Downtown Pay Parking Fizzles (again) | The Source Weekly - Bend

Downtown Pay Parking Fizzles (again)

The effort to curtail downtown parking violations by instituting a new pay as you go system in two popular downtown parking lots was rebuffed again on Wednesday by downtown Bend merchants who object to the loss of free parking for customers.

It is the second time in the past six months that retailers have revolted over a plan to revamp downtown Bend's parking system which is by many accounts plagued by problems, namely shop owners and employees who hopscotch between the free two-hour spaces to avoid tickets. The problem is more than a slight annoyance for the city which spent millions on a downtown parking garage to free up spaces for customers by moving employees into the lot where they could purchase monthly passes. However councilors said Wednesday night that the garage is less than half full. Meanwhile some of the most flagrant parking violators have collected dozens of unpaid tickets and flouted the city's attempt to crack down by challenging the tickets in court--and winning thanks to a loophole in the city's parking rules.

A pay as you go system in the downtown lots would have closed that loophole while generating additional parking revenue for the city. However, downtown merchants said loudly that now is not the right time to institute a new parking fee system in the struggling downtown. Petitioners reportedly collected some 800 signatures in opposition to the change and city councilors reported on Wednesday night that had received a raft of phone calls and emails from parking fee opponents. The staff responded by pulling the parking discussion from the council's action items on Wednesday night's agenda while asking the councilors to weigh in with their thoughts on the issue during a 5 pm work session that took place prior to the regular meeting. Councilors said they agreed that now was not the right time to institute a pay as you go system in the surface lots. They said they were willing to table the issue for a year or more, or at least until some signs of a economic recovery are are evident. The council discussed, but ultimately dismissed the idea of forming another parking committee to review the city's downtown parking strategy, favoring instead to kick the issue back to the Downtown Bend Business Association, which has taken the lead, albeit it clumsily on the parking issue.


◆ Aim of the task
Reproduce each line from the first in the data through the line that contains "The width and" exactly; give nothing else.

(Stored items)
#####

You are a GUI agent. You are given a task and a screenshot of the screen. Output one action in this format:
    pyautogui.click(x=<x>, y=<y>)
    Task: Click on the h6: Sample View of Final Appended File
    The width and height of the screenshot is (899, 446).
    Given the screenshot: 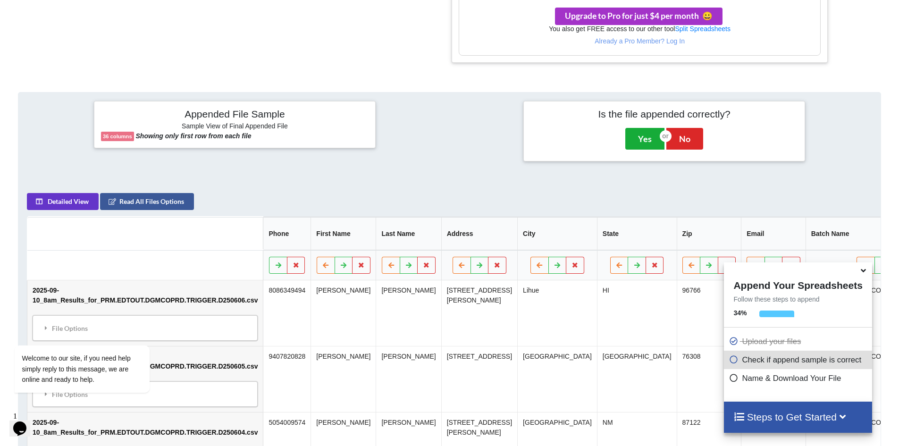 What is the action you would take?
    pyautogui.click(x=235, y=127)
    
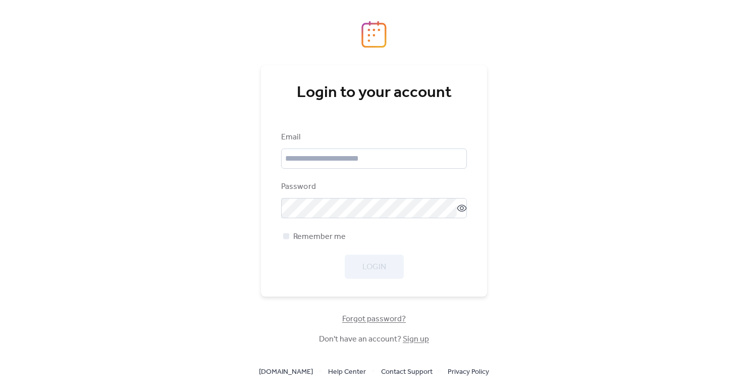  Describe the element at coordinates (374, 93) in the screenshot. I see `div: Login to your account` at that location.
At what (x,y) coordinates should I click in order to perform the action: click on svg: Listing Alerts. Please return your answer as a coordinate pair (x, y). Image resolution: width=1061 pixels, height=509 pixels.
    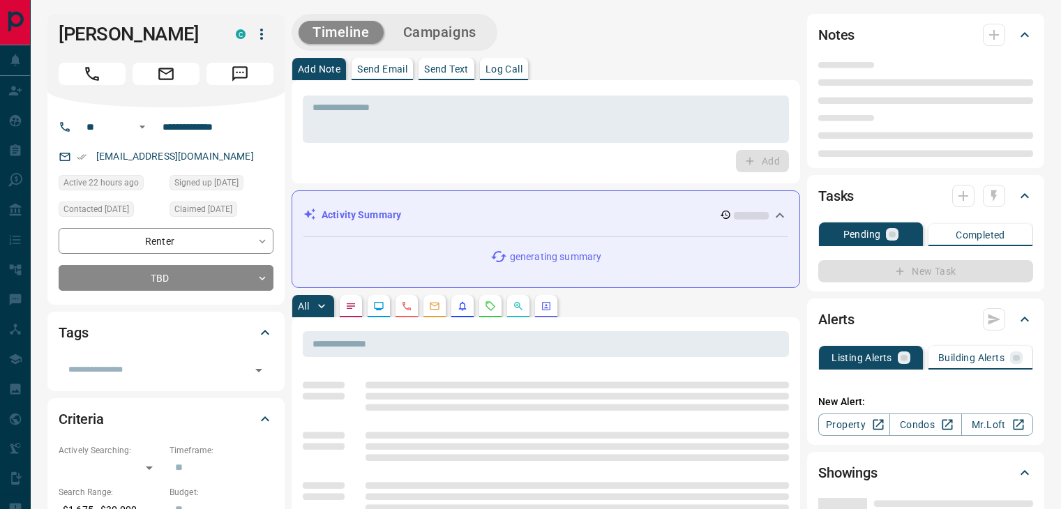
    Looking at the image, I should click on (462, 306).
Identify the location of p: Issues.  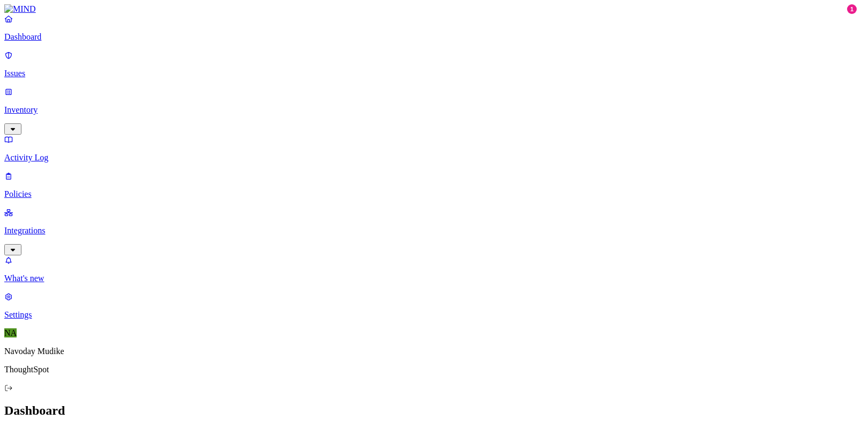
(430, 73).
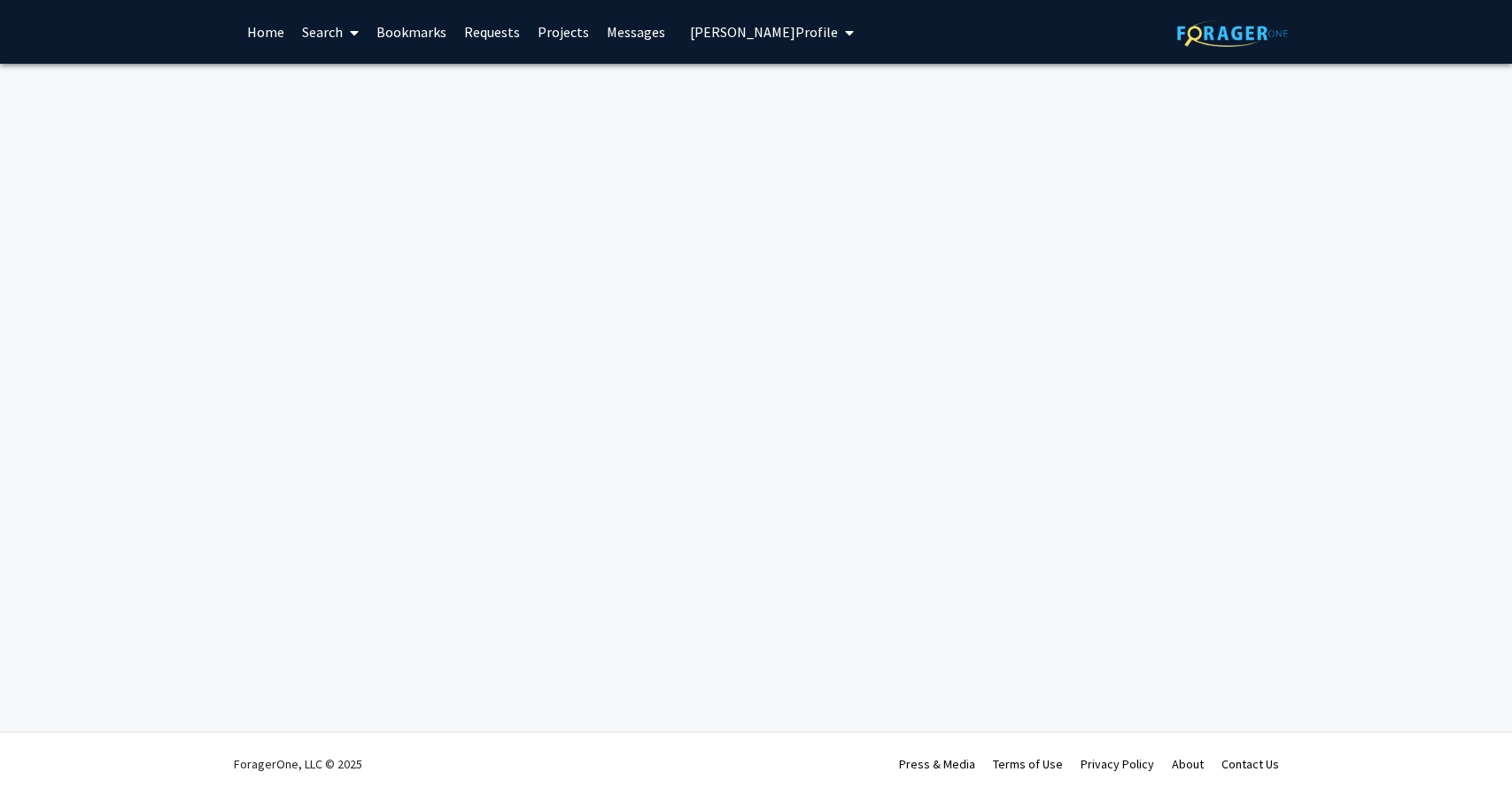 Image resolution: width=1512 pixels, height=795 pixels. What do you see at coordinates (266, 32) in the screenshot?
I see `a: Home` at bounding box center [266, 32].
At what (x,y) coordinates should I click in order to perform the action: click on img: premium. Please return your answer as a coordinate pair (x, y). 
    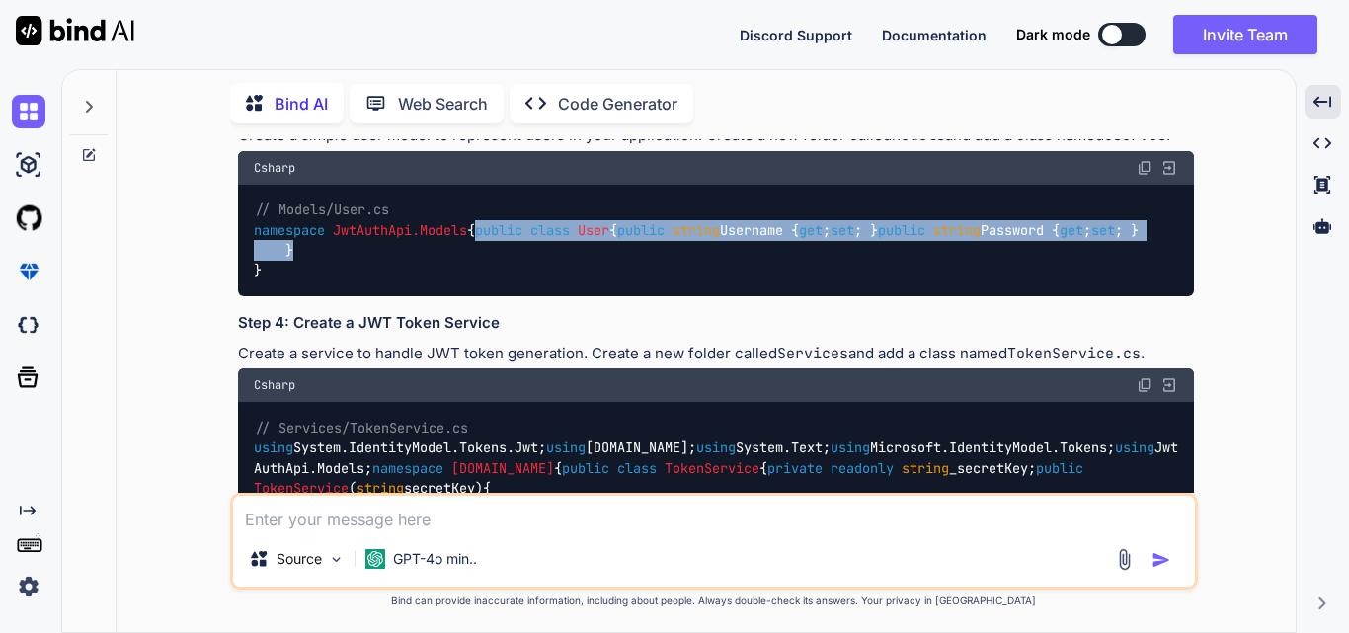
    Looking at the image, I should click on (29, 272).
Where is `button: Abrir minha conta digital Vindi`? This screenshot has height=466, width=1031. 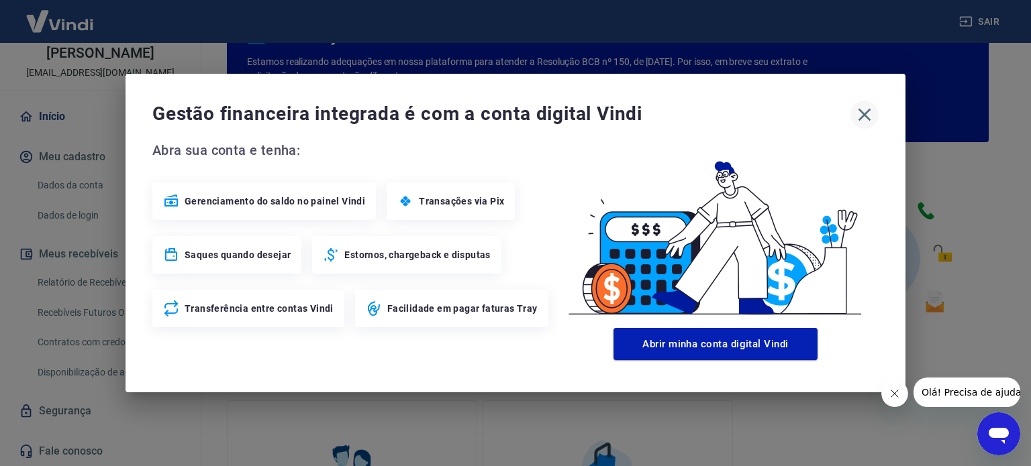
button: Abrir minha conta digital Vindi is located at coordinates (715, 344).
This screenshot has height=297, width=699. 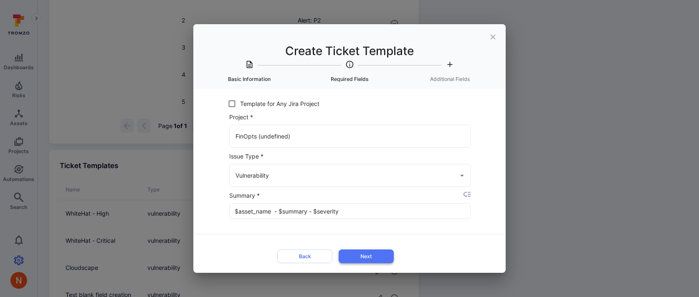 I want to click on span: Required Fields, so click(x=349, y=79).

#####

◆ Your solution
You are a GUI agent. You are given a task and a screenshot of the screen. Output one action in this format:
    pyautogui.click(x=<x>, y=<y>)
    Task: Click on the h6: Sample View of Final Appended File
    The width and height of the screenshot is (899, 446).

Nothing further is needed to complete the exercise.